Link tags: timeline

48

sparkline

Chronophoto - The Photographical History Game

This is a fun game—with the same kind of appeal as that Wiki History Game I linked to—where you have to locate photographs in time.

CSS Timeline

Here’s a remarkably in-depth timeline of the web’s finest programming language, from before it existed to today’s thriving ecosystem. And the timeline is repsonsive too—lovely!

Days Since Incident

I love this list of ever-increasing timelines. All that’s missing is the time since the Carrington Event, just to remind us what could happen when the next one hits.

Food Timeline: food history research service

The history of humanity in food and recipes.

The timeline of this website is equally impressive—it’s been going since 1999!

Wiki History Game

This is fun (and addictive)! With every new entry pulled from Wikipedia, you’ve got to arrange it onto a timeline correctly.

Dribbble first 5k users.

Turns out I was the twelfth ever user of Dribbble—ah, memories!

A History of the Web in 100 Pages - Web Directions

I’m excited by this documentary project from John! The first video installment features three historic “pages”:

  • As We May Think,
  • Information Management: A Proposal, and
  • the first web page.

Data Visualization and the Modern Imagination - Spotlight at Stanford

There are some beautiful illustrations in this online exhibition of data visualisation in the past few hundred years.

Static sites, slack and scrollytelling. | Clearleft

Cassie’s enthusiasm for fun and interesting SVG animation shines through in her writing!

List of Physical Visualizations

A timeline showing the history of non-digital dataviz.

15 years of Clearleft

Ah, look at this beautiful timeline that Cassie designed and built—so many beautiful little touches! It covers the fifteen years(!) of Clearleft so far.

But you can also contribute to it …by looking ahead to the next fifteen years:

Let’s imagine it’s 2035…

How do you hope the practice of design will have changed for the better?

Fill out an online postcard with your hopes for the future.

Information mesh

Timelines of people, interfaces, technologies and more:

30 years of facts about the World Wide Web.

Simon Collison | Timeline

I’ve shaped this timeline over five months. It might look simple, but it most definitely was not. I liken it to chipping away at a block of marble, or the slow process of evolving a painting, or constructing a poem; endless edits, questions, doubling back, doubts. It was so good to have something meaty to get stuck into, but sometimes it was awful, and many times I considered throwing it away. Overall it was challenging, fun, and worth the effort.

Simon describes the process of curating the lovely timeline on his personal homepage.

My timeline is just like me, and just like my life: unfinished, and far from perfect.

First You Make the Maps

How cartography made early modern global trade possible.

Maps and legends. Beautiful!

WWW:BTB — History (Overview)

This history of the World Wide Web from 1996 is interesting for the way it culminates with …Java. At that time, the language seemed like it would become the programmatic lingua franca for the web. Brendan Eich sure upset that apple cart.

Two-Bit History

An ongoing timeline of computer technology in the form of blog posts by Sinclair Target (that’s a person, not a timeslipping transatlantic company merger).

Color Leap - History’s Palettes

Colour palettes throughout the ages that you can copy and use.

Below the Surface - Archeologische vondsten Noord/Zuidlijn Amsterdam

A fascinating treasure trove of objects recovered from the canals of Amsterdam.

CloseBrace | A Brief, Incomplete History of JavaScript

Another deep dive into web history, this time on JavaScript. The timeline of JS on the web is retroactively broken down into four eras:

  • the early era: ~1996 – 2004,
  • the jQuery era: ~2004 – 2010,
  • the Single Page App era: ~2010 - 2014, and
  • the modern era: ~2014 - present.

Nice to see “vanilla” JavaScript making a resurgence in that last one.

It’s 2017, the JavaScript ecosystem is both thriving and confusing as all hell. No one seems to be quite sure where it’s headed, only that it’s going to continue to grow and change. The web’s not going anywhere, which means JS isn’t going anywhere, and I’m excited to see what future eras bring us.

A Progressive Roadmap for your Progressive Web App - Cloud Four

Jason lists the stages of gradually turning the Cloud Four site into a progressive web app:

And you can just keep incrementally adding and tweaking:

You don’t have to wait to bundle up a binary, submit it to an app store, and wait for approval before your customers benefit.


• **Work request**
What lines in the records below mention "LUSTER"? List them all.

(Web page and app entries)
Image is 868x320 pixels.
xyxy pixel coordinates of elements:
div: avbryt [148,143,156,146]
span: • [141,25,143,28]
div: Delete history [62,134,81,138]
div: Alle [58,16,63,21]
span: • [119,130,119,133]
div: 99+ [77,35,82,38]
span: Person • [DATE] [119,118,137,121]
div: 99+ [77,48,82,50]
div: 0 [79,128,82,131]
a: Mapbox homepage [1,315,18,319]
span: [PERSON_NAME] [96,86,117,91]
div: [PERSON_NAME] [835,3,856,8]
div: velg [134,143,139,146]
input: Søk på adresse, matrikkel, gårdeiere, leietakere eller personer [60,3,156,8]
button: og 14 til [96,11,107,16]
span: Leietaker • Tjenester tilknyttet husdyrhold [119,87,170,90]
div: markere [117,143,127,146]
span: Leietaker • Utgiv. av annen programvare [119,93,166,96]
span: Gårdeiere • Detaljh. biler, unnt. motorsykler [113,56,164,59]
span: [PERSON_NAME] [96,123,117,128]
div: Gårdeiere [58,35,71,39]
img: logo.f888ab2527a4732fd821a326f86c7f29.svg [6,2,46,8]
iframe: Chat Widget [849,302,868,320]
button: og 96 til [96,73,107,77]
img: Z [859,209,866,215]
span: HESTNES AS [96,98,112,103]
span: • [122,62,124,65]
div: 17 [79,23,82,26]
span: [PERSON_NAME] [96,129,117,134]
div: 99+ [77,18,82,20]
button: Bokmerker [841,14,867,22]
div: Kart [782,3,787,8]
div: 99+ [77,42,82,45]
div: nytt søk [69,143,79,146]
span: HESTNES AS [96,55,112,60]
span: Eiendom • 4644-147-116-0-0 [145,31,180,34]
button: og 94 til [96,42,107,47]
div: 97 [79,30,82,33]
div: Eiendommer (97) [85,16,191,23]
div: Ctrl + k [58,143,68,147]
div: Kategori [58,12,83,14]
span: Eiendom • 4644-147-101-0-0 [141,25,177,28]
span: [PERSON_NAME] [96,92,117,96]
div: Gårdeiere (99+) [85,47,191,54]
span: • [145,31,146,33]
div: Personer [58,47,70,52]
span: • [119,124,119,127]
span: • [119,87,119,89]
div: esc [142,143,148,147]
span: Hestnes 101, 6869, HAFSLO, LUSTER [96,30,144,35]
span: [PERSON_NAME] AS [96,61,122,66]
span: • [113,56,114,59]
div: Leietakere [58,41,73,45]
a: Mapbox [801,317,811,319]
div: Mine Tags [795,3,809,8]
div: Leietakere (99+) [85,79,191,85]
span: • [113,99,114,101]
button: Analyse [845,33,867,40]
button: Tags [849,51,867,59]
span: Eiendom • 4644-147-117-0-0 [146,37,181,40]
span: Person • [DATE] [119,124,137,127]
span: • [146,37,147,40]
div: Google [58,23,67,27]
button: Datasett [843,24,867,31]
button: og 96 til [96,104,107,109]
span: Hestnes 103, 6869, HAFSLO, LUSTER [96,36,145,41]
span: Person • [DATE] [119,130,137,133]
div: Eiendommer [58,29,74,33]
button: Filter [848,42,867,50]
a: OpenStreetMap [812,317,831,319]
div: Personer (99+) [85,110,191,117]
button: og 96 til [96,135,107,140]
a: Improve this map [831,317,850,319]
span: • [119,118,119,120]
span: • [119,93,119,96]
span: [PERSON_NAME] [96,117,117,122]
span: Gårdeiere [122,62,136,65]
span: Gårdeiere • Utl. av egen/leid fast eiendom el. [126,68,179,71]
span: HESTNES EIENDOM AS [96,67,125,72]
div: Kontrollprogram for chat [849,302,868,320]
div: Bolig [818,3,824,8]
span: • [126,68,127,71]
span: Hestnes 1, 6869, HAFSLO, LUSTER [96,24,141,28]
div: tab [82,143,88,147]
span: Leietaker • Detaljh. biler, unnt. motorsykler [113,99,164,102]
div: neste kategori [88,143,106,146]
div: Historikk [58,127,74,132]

• **Answer area**
span: Hestnes 101, 6869, HAFSLO, LUSTER [96,30,144,35]
span: Hestnes 103, 6869, HAFSLO, LUSTER [96,36,145,41]
span: Hestnes 1, 6869, HAFSLO, LUSTER [96,24,141,28]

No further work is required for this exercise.